Death as a Side Effect

by Ana Maria Shua

Published 1 December 2010
In Death as a Side Effect, Ana María Shua’s brilliantly dark satire transports readers to a dystopic future Argentina where gangs of ad hoc marauders and professional thieves roam the streets while the wealthy purchase security behind fortified concrete walls and the elderly cower in their apartments in fear of being whisked off to state-mandated “convalescent” homes, never to return. Abandoned by his mistress, suffocated by his father, and estranged from his demented mother and ineffectual sister, Ernesto seeks his vanished lover. Hoping to save his dying father from the ministrations of a diabolical health-care system, he discovers that, ultimately, everyone is a patient, and the instruments wielded by the impersonal medical corps cut to the very heart of the social fabric. The world of this novel, with its closed districts, unsafe travel, ubiquitous security cameras, and widespread artificiality and uncertainty, is as familiar as it is strange—and as instructive, in its harrowing way, as it is deeply entertaining. The Spanish edition has been selected by the Congreso de la Lengua Española as one of the one hundred best Latin American novels published in the last twenty-five years.

Microfictions

by Ana Maria Shua

Published 1 January 2009
Cinderella’s sisters surgically modify their feet to win the prince’s love. A werewolf gathers up enough courage to visit a dentist. A medium trying to reach the afterworld gets a recorded message. A fox and a badger compete to out-fool each other. Whether writing of insomnia from a mosquito’s point of view or showing us what happens after the princess kisses the frog, Ana María Shua, in these fleet and incandescent stories, is nothing if not pithy—except, of course, wildly entertaining. Some as short as a sentence, these microfictions have been selected and translated from four different books. Flashes of insight, cracks of wit, twists of logic, and quirks of language: these are fictions in the distinguished Argentinean tradition of Borges and Cortázar and Denevi, as powerful as they are brief. One of Argentina’s most prolific and distinguished writers, and acclaimed worldwide, Shua displays in these microfictions the epitome of her humor, riddling logic, and mastery over our imagination. Now, for the first time in English, the fox transforms itself into a fable, and “the reader is invited to find the tail.”

The Weight of Temptation

by Ana Maria Shua

Published 1 January 2012

Dystopian fantasy, political parable, morality tale—however one reads it, this novel is first and foremost pure Ana María Shua, a work of fiction like no other and a dark pleasure to read. Shua, an Argentinian writer widely celebrated throughout Latin America, frames her complex drama in deceptively simple, straightforward prose. The story takes place at a fat farm called The Reeds, a nightmare world that might not exist but certainly could. The last resort of the overweight wealthy (or sponsored), The Reeds subjects its “campers” to extreme measures—particularly the regimented system of public humiliation imposed by its director, a glib and sharp-minded sadist called the Professor.

Into the midst of this methodical madness comes Marina Rubin, who experiences all the excesses of The Reeds. The pervasive cruelty of this refined novel distances it from facile conclusions. Amid the mordant social satire, The Reeds’ obese campers are far more than merely victims of the system, subjected to impossible social demands for physical perfection. Out of control, fierce, rebellious, or subjugated, they are recognizable human beings, contending with an unjust but efficient authority in their unique and solitary ways.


EXERCISE = Transcribe the listing underneath, keeping each word exact and omitting the images.

============

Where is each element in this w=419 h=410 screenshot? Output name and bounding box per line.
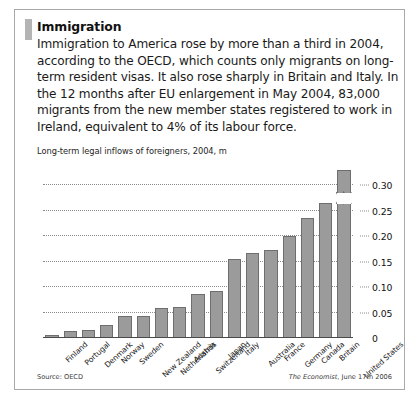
y-tick-dash — [360, 312, 369, 313]
bar-slot — [298, 170, 316, 338]
bar-slot — [280, 170, 298, 338]
bar-slot — [262, 170, 280, 338]
bar-new-zealand — [137, 316, 150, 338]
y-tick-label: 0.20 — [372, 231, 392, 242]
bar-slot — [225, 170, 243, 338]
axis-break-zigzag — [336, 191, 351, 205]
bar-slot — [43, 170, 61, 338]
bar-slot — [61, 170, 79, 338]
page-title: Immigration — [37, 19, 393, 34]
source-note: Source: OECD — [37, 373, 83, 381]
y-tick-dash — [360, 236, 369, 237]
article-body: Immigration to America rose by more than… — [37, 36, 399, 136]
bar-united-states — [337, 170, 350, 338]
y-tick-label: 0 — [372, 333, 378, 344]
y-tick-label: 0.15 — [372, 256, 392, 267]
y-tick-dash — [360, 287, 369, 288]
bar-switzerland — [191, 294, 204, 338]
bar-slot — [116, 170, 134, 338]
bar-slot — [335, 170, 353, 338]
bar-slot — [152, 170, 170, 338]
publication-date: , June 17th 2006 — [337, 373, 392, 381]
bar-australia — [246, 253, 259, 338]
y-tick-dash — [360, 185, 369, 186]
bar-britain — [319, 203, 332, 338]
y-tick-dash — [360, 261, 369, 262]
bar-slot — [244, 170, 262, 338]
y-tick-label: 0.10 — [372, 282, 392, 293]
bar-netherlands — [155, 308, 168, 338]
bar-sweden — [118, 316, 131, 338]
infographic-card: Immigration Immigration to America rose … — [14, 9, 405, 390]
publication-name: The Economist — [289, 373, 338, 381]
bar-slot — [98, 170, 116, 338]
bar-series — [43, 170, 353, 338]
bar-italy — [228, 259, 241, 338]
bar-slot — [207, 170, 225, 338]
bar-slot — [189, 170, 207, 338]
bar-germany — [283, 236, 296, 338]
bar-canada — [301, 218, 314, 338]
bar-france — [264, 250, 277, 338]
y-tick-dash — [360, 210, 369, 211]
publication-credit: The Economist, June 17th 2006 — [289, 373, 392, 381]
bar-slot — [317, 170, 335, 338]
bar-slot — [79, 170, 97, 338]
y-tick-label: 0.30 — [372, 180, 392, 191]
bar-slot — [134, 170, 152, 338]
y-axis: 00.050.100.150.200.250.30 — [360, 170, 419, 338]
accent-mark — [25, 19, 32, 40]
chart-title: Long-term legal inflows of foreigners, 2… — [37, 146, 227, 156]
bar-austria — [173, 307, 186, 338]
bar-slot — [171, 170, 189, 338]
chart-plot-area — [43, 170, 353, 338]
bar-japan — [210, 291, 223, 338]
y-tick-label: 0.05 — [372, 307, 392, 318]
x-axis-line — [43, 337, 353, 338]
y-tick-label: 0.25 — [372, 205, 392, 216]
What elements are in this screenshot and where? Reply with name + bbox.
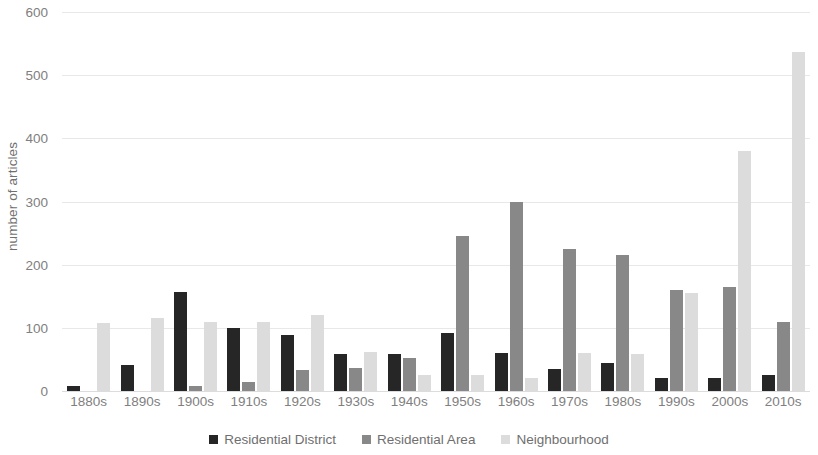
bar-group [383, 12, 436, 391]
bar[interactable] [364, 352, 377, 391]
bar[interactable] [349, 368, 362, 391]
legend-swatch-icon [501, 435, 510, 444]
y-axis-tick: 200 [25, 257, 48, 272]
bar-group [436, 12, 489, 391]
bar[interactable] [792, 52, 805, 391]
bar[interactable] [510, 202, 523, 392]
x-axis-tick: 1940s [383, 394, 436, 416]
bar-group [115, 12, 168, 391]
bar-group [489, 12, 542, 391]
bar-group [222, 12, 275, 391]
bar[interactable] [227, 328, 240, 391]
x-axis-tick-labels: 1880s1890s1900s1910s1920s1930s1940s1950s… [62, 394, 810, 416]
bar[interactable] [563, 249, 576, 391]
bar[interactable] [456, 236, 469, 391]
bar-group [543, 12, 596, 391]
bar[interactable] [311, 315, 324, 391]
bar[interactable] [708, 378, 721, 391]
bar[interactable] [601, 363, 614, 391]
bar[interactable] [174, 292, 187, 391]
bar[interactable] [296, 370, 309, 391]
x-axis-tick: 1910s [222, 394, 275, 416]
legend-label: Neighbourhood [516, 432, 608, 447]
bar-group [276, 12, 329, 391]
bar[interactable] [578, 353, 591, 391]
x-axis-tick: 1970s [543, 394, 596, 416]
bar-groups [62, 12, 810, 391]
bar-group [62, 12, 115, 391]
bar-chart: number of articles 0100200300400500600 1… [0, 0, 818, 455]
bar[interactable] [257, 322, 270, 391]
bar-group [703, 12, 756, 391]
bar[interactable] [388, 354, 401, 391]
x-axis-tick: 2000s [703, 394, 756, 416]
x-axis-tick: 1920s [276, 394, 329, 416]
legend-item[interactable]: Residential District [209, 432, 336, 447]
plot-area [62, 12, 810, 391]
legend-swatch-icon [209, 435, 218, 444]
bar[interactable] [151, 318, 164, 391]
y-axis-tick: 400 [25, 131, 48, 146]
x-axis-tick: 1930s [329, 394, 382, 416]
bar-group [756, 12, 809, 391]
bar[interactable] [670, 290, 683, 391]
bar[interactable] [685, 293, 698, 391]
y-axis-tick: 100 [25, 320, 48, 335]
x-axis-tick: 1960s [489, 394, 542, 416]
bar[interactable] [777, 322, 790, 391]
y-axis-tick: 600 [25, 5, 48, 20]
legend: Residential DistrictResidential AreaNeig… [0, 428, 818, 450]
bar[interactable] [616, 255, 629, 391]
bar[interactable] [525, 378, 538, 391]
bar-group [169, 12, 222, 391]
legend-item[interactable]: Neighbourhood [501, 432, 608, 447]
bar[interactable] [548, 369, 561, 391]
bar[interactable] [334, 354, 347, 391]
legend-swatch-icon [362, 435, 371, 444]
bar[interactable] [418, 375, 431, 391]
bar[interactable] [189, 386, 202, 391]
y-axis-tick-labels: 0100200300400500600 [0, 0, 56, 392]
bar-group [596, 12, 649, 391]
bar[interactable] [738, 151, 751, 391]
bar[interactable] [471, 375, 484, 391]
bar-group [329, 12, 382, 391]
x-axis-tick: 1990s [650, 394, 703, 416]
legend-label: Residential District [224, 432, 336, 447]
bar[interactable] [204, 322, 217, 391]
x-axis-tick: 1980s [596, 394, 649, 416]
y-axis-tick: 500 [25, 68, 48, 83]
y-axis-tick: 0 [40, 384, 48, 399]
bar[interactable] [441, 333, 454, 391]
x-axis-tick: 1950s [436, 394, 489, 416]
x-axis-tick: 1880s [62, 394, 115, 416]
bar[interactable] [242, 382, 255, 391]
bar[interactable] [67, 386, 80, 391]
x-axis-tick: 1890s [115, 394, 168, 416]
bar[interactable] [97, 323, 110, 391]
gridline [62, 391, 810, 392]
bar-group [650, 12, 703, 391]
bar[interactable] [723, 287, 736, 391]
bar[interactable] [655, 378, 668, 391]
x-axis-tick: 1900s [169, 394, 222, 416]
x-axis-tick: 2010s [756, 394, 809, 416]
bar[interactable] [762, 375, 775, 391]
legend-label: Residential Area [377, 432, 475, 447]
legend-item[interactable]: Residential Area [362, 432, 475, 447]
bar[interactable] [631, 354, 644, 391]
y-axis-tick: 300 [25, 194, 48, 209]
bar[interactable] [403, 358, 416, 391]
bar[interactable] [495, 353, 508, 391]
bar[interactable] [121, 365, 134, 391]
bar[interactable] [281, 335, 294, 391]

============

RESPONSE =
Where is each element in this w=419 h=410 screenshot? Output name and bounding box per line.
y-tick-dash — [360, 312, 369, 313]
bar-slot — [298, 170, 316, 338]
bar-slot — [280, 170, 298, 338]
bar-slot — [262, 170, 280, 338]
bar-new-zealand — [137, 316, 150, 338]
y-tick-label: 0.20 — [372, 231, 392, 242]
bar-slot — [225, 170, 243, 338]
axis-break-zigzag — [336, 191, 351, 205]
bar-slot — [43, 170, 61, 338]
bar-slot — [61, 170, 79, 338]
page-title: Immigration — [37, 19, 393, 34]
source-note: Source: OECD — [37, 373, 83, 381]
y-tick-dash — [360, 236, 369, 237]
article-body: Immigration to America rose by more than… — [37, 36, 399, 136]
bar-united-states — [337, 170, 350, 338]
y-tick-label: 0 — [372, 333, 378, 344]
y-tick-label: 0.15 — [372, 256, 392, 267]
y-tick-dash — [360, 287, 369, 288]
bar-switzerland — [191, 294, 204, 338]
bar-slot — [116, 170, 134, 338]
bar-slot — [335, 170, 353, 338]
bar-slot — [152, 170, 170, 338]
publication-date: , June 17th 2006 — [337, 373, 392, 381]
bar-australia — [246, 253, 259, 338]
y-tick-dash — [360, 185, 369, 186]
bar-britain — [319, 203, 332, 338]
y-tick-dash — [360, 261, 369, 262]
bar-slot — [244, 170, 262, 338]
y-tick-label: 0.10 — [372, 282, 392, 293]
bar-netherlands — [155, 308, 168, 338]
bar-sweden — [118, 316, 131, 338]
infographic-card: Immigration Immigration to America rose … — [14, 9, 405, 390]
publication-name: The Economist — [289, 373, 338, 381]
bar-slot — [98, 170, 116, 338]
bar-series — [43, 170, 353, 338]
bar-italy — [228, 259, 241, 338]
bar-slot — [207, 170, 225, 338]
bar-slot — [189, 170, 207, 338]
bar-germany — [283, 236, 296, 338]
bar-canada — [301, 218, 314, 338]
bar-france — [264, 250, 277, 338]
y-tick-dash — [360, 210, 369, 211]
publication-credit: The Economist, June 17th 2006 — [289, 373, 392, 381]
bar-slot — [317, 170, 335, 338]
bar-slot — [79, 170, 97, 338]
y-tick-label: 0.30 — [372, 180, 392, 191]
bar-slot — [134, 170, 152, 338]
y-axis: 00.050.100.150.200.250.30 — [360, 170, 419, 338]
accent-mark — [25, 19, 32, 40]
chart-title: Long-term legal inflows of foreigners, 2… — [37, 146, 227, 156]
bar-austria — [173, 307, 186, 338]
bar-slot — [171, 170, 189, 338]
chart-plot-area — [43, 170, 353, 338]
bar-japan — [210, 291, 223, 338]
y-tick-label: 0.05 — [372, 307, 392, 318]
x-axis-line — [43, 337, 353, 338]
y-tick-label: 0.25 — [372, 205, 392, 216]
What elements are in this screenshot and where? Reply with name + bbox.
bar-group [383, 12, 436, 391]
bar[interactable] [364, 352, 377, 391]
bar[interactable] [349, 368, 362, 391]
legend-swatch-icon [501, 435, 510, 444]
y-axis-tick: 200 [25, 257, 48, 272]
bar-group [436, 12, 489, 391]
bar[interactable] [792, 52, 805, 391]
bar[interactable] [510, 202, 523, 392]
x-axis-tick: 1940s [383, 394, 436, 416]
bar-group [115, 12, 168, 391]
bar-group [489, 12, 542, 391]
bar-group [222, 12, 275, 391]
bar[interactable] [227, 328, 240, 391]
x-axis-tick-labels: 1880s1890s1900s1910s1920s1930s1940s1950s… [62, 394, 810, 416]
bar[interactable] [563, 249, 576, 391]
bar[interactable] [456, 236, 469, 391]
bar-group [543, 12, 596, 391]
bar[interactable] [311, 315, 324, 391]
bar[interactable] [708, 378, 721, 391]
bar[interactable] [601, 363, 614, 391]
bar[interactable] [174, 292, 187, 391]
bar[interactable] [296, 370, 309, 391]
x-axis-tick: 1910s [222, 394, 275, 416]
legend-label: Neighbourhood [516, 432, 608, 447]
bar-group [276, 12, 329, 391]
bar[interactable] [578, 353, 591, 391]
x-axis-tick: 1970s [543, 394, 596, 416]
bar-groups [62, 12, 810, 391]
bar-group [62, 12, 115, 391]
bar-chart: number of articles 0100200300400500600 1… [0, 0, 818, 455]
bar[interactable] [257, 322, 270, 391]
bar-group [703, 12, 756, 391]
bar[interactable] [388, 354, 401, 391]
x-axis-tick: 2000s [703, 394, 756, 416]
x-axis-tick: 1920s [276, 394, 329, 416]
legend-item[interactable]: Residential District [209, 432, 336, 447]
plot-area [62, 12, 810, 391]
legend-swatch-icon [209, 435, 218, 444]
bar[interactable] [151, 318, 164, 391]
y-axis-tick: 400 [25, 131, 48, 146]
x-axis-tick: 1930s [329, 394, 382, 416]
bar-group [756, 12, 809, 391]
bar[interactable] [670, 290, 683, 391]
bar[interactable] [685, 293, 698, 391]
y-axis-tick: 100 [25, 320, 48, 335]
x-axis-tick: 1960s [489, 394, 542, 416]
bar[interactable] [777, 322, 790, 391]
y-axis-tick: 600 [25, 5, 48, 20]
legend: Residential DistrictResidential AreaNeig… [0, 428, 818, 450]
bar[interactable] [616, 255, 629, 391]
bar[interactable] [525, 378, 538, 391]
bar-group [169, 12, 222, 391]
legend-item[interactable]: Neighbourhood [501, 432, 608, 447]
bar[interactable] [548, 369, 561, 391]
bar[interactable] [334, 354, 347, 391]
legend-swatch-icon [362, 435, 371, 444]
bar[interactable] [418, 375, 431, 391]
bar[interactable] [189, 386, 202, 391]
y-axis-tick-labels: 0100200300400500600 [0, 0, 56, 392]
bar-group [596, 12, 649, 391]
bar[interactable] [738, 151, 751, 391]
bar[interactable] [471, 375, 484, 391]
bar-group [329, 12, 382, 391]
x-axis-tick: 1990s [650, 394, 703, 416]
legend-label: Residential District [224, 432, 336, 447]
bar[interactable] [204, 322, 217, 391]
x-axis-tick: 1980s [596, 394, 649, 416]
y-axis-tick: 500 [25, 68, 48, 83]
y-axis-tick: 0 [40, 384, 48, 399]
bar[interactable] [441, 333, 454, 391]
x-axis-tick: 1950s [436, 394, 489, 416]
x-axis-tick: 1880s [62, 394, 115, 416]
bar[interactable] [242, 382, 255, 391]
bar[interactable] [67, 386, 80, 391]
x-axis-tick: 1890s [115, 394, 168, 416]
bar[interactable] [97, 323, 110, 391]
gridline [62, 391, 810, 392]
bar-group [650, 12, 703, 391]
bar[interactable] [723, 287, 736, 391]
bar[interactable] [655, 378, 668, 391]
x-axis-tick: 1900s [169, 394, 222, 416]
x-axis-tick: 2010s [756, 394, 809, 416]
bar[interactable] [762, 375, 775, 391]
legend-label: Residential Area [377, 432, 475, 447]
legend-item[interactable]: Residential Area [362, 432, 475, 447]
bar[interactable] [631, 354, 644, 391]
y-axis-tick: 300 [25, 194, 48, 209]
bar[interactable] [403, 358, 416, 391]
bar[interactable] [495, 353, 508, 391]
bar[interactable] [121, 365, 134, 391]
bar[interactable] [281, 335, 294, 391]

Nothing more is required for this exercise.